Book Image

DevOps for Networking

By : Steven Armstrong
Book Image

DevOps for Networking

By: Steven Armstrong

Overview of this book

Frustrated that your company’s network changes are still a manual set of activities that slow developers down? It doesn’t need to be that way any longer, as this book will help your company and network teams embrace DevOps and continuous delivery approaches, enabling them to automate all network functions. This book aims to show readers network automation processes they could implement in their organizations. It will teach you the fundamentals of DevOps in networking and how to improve DevOps processes and workflows by providing automation in your network. You will be exposed to various networking strategies that are stopping your organization from scaling new projects quickly. You will see how SDN and APIs are influencing DevOps transformations, which will in turn help you improve the scalability and efficiency of your organizations networks operations. You will also find out how to leverage various configuration management tools such as Ansible, to automate your network. The book will also look at containers and the impact they are having on networking as well as looking at how automation impacts network security in a software-defined network.
Table of Contents (19 chapters)
DevOps for Networking
Credits
About the Author
Acknowledgments
About the Reviewer
www.PacktPub.com
Preface
Index

Summary


In this chapter, we have covered some of the basic networking principles that are used in today's modern data centers, with special focus on the AWS and OpenStack cloud technologies which are two of the most popular solutions.

Having read this chapter, you should now be familiar with the difference between Leaf-Spine and Spanning Tree network architectures, it should have demystified AWS networking, and you should now have a basic understanding of how private and public networks can be configured in OpenStack.

In the forthcoming chapters, we will build on these basic networking constructs and look at how they can be programmatically controlled using configuration management tools and used to automate network functions. But first, we will focus on some of the software-defined networking controllers that can be used to extend the capability of OpenStack even further than neutron in the private clouds and some of the feature sets and benefits they bring to ease the pain of managing network operations.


*EXERCISE REQUIREMENTS*.
In your copy of the entries, please include no pictures and return every word exactly.

#### PROVIDED DATA

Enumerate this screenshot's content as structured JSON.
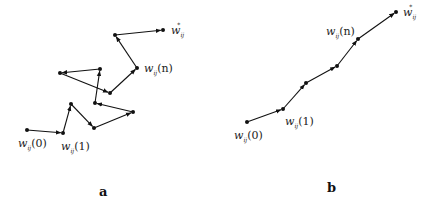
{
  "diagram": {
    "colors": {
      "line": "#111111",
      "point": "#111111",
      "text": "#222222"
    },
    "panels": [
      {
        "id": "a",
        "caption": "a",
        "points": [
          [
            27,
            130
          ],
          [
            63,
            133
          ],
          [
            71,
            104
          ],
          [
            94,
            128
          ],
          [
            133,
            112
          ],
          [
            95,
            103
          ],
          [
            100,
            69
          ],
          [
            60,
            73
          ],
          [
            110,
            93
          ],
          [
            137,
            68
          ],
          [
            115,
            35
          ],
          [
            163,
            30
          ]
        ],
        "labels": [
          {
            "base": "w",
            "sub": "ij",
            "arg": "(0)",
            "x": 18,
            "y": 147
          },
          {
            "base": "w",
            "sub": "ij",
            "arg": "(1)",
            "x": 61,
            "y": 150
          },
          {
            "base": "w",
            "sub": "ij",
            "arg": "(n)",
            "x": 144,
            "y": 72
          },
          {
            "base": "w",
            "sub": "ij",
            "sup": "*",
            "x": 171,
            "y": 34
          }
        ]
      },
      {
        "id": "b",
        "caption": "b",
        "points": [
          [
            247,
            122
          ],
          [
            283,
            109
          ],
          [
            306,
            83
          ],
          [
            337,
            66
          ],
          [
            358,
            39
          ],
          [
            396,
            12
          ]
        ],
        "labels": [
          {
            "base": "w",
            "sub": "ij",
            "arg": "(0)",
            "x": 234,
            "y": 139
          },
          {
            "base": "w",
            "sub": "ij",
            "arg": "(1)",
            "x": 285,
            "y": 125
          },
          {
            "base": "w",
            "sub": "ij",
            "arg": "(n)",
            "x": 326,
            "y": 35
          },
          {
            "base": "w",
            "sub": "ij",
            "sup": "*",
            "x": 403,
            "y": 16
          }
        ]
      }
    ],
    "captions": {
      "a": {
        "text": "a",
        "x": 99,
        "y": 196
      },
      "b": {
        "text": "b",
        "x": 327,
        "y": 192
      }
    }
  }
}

########

*WRITTEN SOLUTION*.
Enumerate this screenshot's content as structured JSON.
{
  "diagram": {
    "colors": {
      "line": "#111111",
      "point": "#111111",
      "text": "#222222"
    },
    "panels": [
      {
        "id": "a",
        "caption": "a",
        "points": [
          [
            27,
            130
          ],
          [
            63,
            133
          ],
          [
            71,
            104
          ],
          [
            94,
            128
          ],
          [
            133,
            112
          ],
          [
            95,
            103
          ],
          [
            100,
            69
          ],
          [
            60,
            73
          ],
          [
            110,
            93
          ],
          [
            137,
            68
          ],
          [
            115,
            35
          ],
          [
            163,
            30
          ]
        ],
        "labels": [
          {
            "base": "w",
            "sub": "ij",
            "arg": "(0)",
            "x": 18,
            "y": 147
          },
          {
            "base": "w",
            "sub": "ij",
            "arg": "(1)",
            "x": 61,
            "y": 150
          },
          {
            "base": "w",
            "sub": "ij",
            "arg": "(n)",
            "x": 144,
            "y": 72
          },
          {
            "base": "w",
            "sub": "ij",
            "sup": "*",
            "x": 171,
            "y": 34
          }
        ]
      },
      {
        "id": "b",
        "caption": "b",
        "points": [
          [
            247,
            122
          ],
          [
            283,
            109
          ],
          [
            306,
            83
          ],
          [
            337,
            66
          ],
          [
            358,
            39
          ],
          [
            396,
            12
          ]
        ],
        "labels": [
          {
            "base": "w",
            "sub": "ij",
            "arg": "(0)",
            "x": 234,
            "y": 139
          },
          {
            "base": "w",
            "sub": "ij",
            "arg": "(1)",
            "x": 285,
            "y": 125
          },
          {
            "base": "w",
            "sub": "ij",
            "arg": "(n)",
            "x": 326,
            "y": 35
          },
          {
            "base": "w",
            "sub": "ij",
            "sup": "*",
            "x": 403,
            "y": 16
          }
        ]
      }
    ],
    "captions": {
      "a": {
        "text": "a",
        "x": 99,
        "y": 196
      },
      "b": {
        "text": "b",
        "x": 327,
        "y": 192
      }
    }
  }
}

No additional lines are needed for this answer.